Her father had always, from the time she was nine or ten, found a couple of days to spend with her before or after Christmas, and he sent for her several times during the year, and she spent several days or a week with him, and he always introduced her as "my daughter."
She had been a freshman in college when he'd taken her deep-sea fishing for ten days in Baja, California. She'd flown to Los Angeles, and spent the night in his beach house in Malibu, and then driven, in the yellow convertible, to Baja. A wonderful ten days. And he knew why she wanted the convertible.
She had wondered what his wife, and her half-brothers and -sisters thought about her, and finally realized they were in the same position she was. Stanford Former Wells III, chairman of the board of Wells Newspapers, Inc., did what he damned well pleased. They were just lucky that what he damned well pleased to do was almost invariably kind, and thoughtful, and ethical.
Maybe that was easier if you had inherited that kind of money, and maybe he wouldn't have been so kind, thoughtful, or ethical if he was a life insurance salesman or an automobile dealer,but he wasn't. He had inherited seventeen newspapers and three radio stations from his father, and turned that into thirty-one newspapers, four television stations, and four (larger) radio stations.
The only thing that Louise could discover that her father had done wrong was, as a married man, impregnate a woman to whom he was not married. He had sownher seed in a forbidden field. But even then, he had done the decent thing. He had not abandoned his wife and children for the greener fields of a much younger woman, and he had not abandonedher. He could very easily have made "appropriate financial arrangements" and never shown his face.
She loved and admired her father, and if people didn't understand that, fuck 'em.
Louise found a place to park the yellow convertible, and then walked to the Waikiki Diner. There were no cars in the parking lot that looked like unmarked police cars, which meant that he had either come in his own car, or that he wasn't here yet.
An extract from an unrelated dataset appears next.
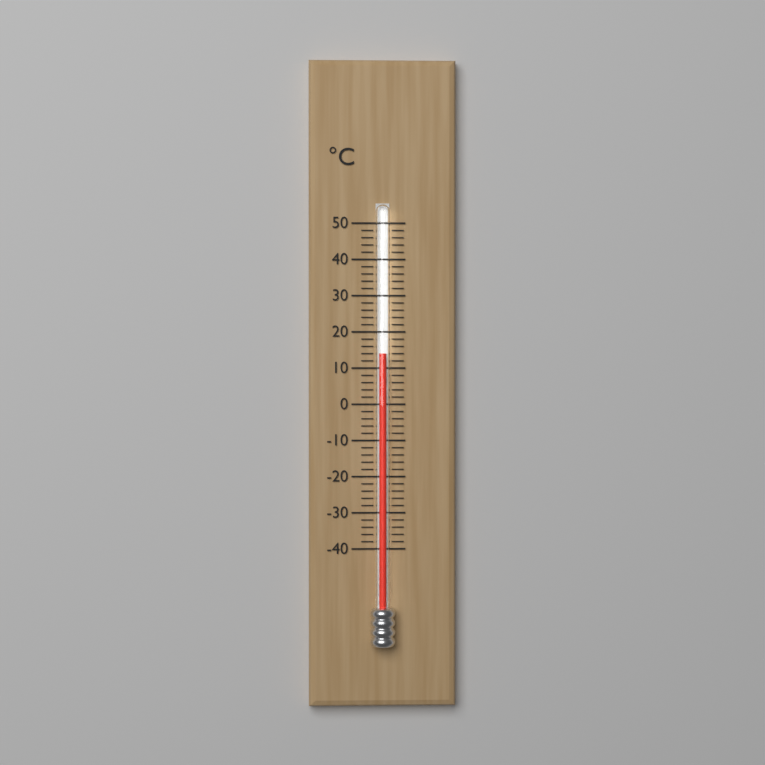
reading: 14 °C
She pushed open the door to the Waikiki Diner and stepped inside. It was larger inside than it looked to be from the outside. It was shaped like an L. The shorter leg, which was what she had seen from the street, held a counter, with padded seats on stools, and one row of banquettes against the wall. Beside the door, which was at the juncture of the legs, was the cashier's glass counter and a bar with a couple of stools, but obviously primarily a service bar. The longer leg was also wider, and was a dining room. There were probably forty tables in there, Louise judged, plus banquettes against the walls.
He wasn't in there.
She thought: Captain Richard C. "Dutch" Moffitt, commanding officer of the Philadelphia Police Department 's Highway Patrol, has not yet found time to grace the Waikiki Diner with his patronage.
"Help you, doll?" a waitress asked. She was slight, had orange hair, too much makeup, and was pushing sixty.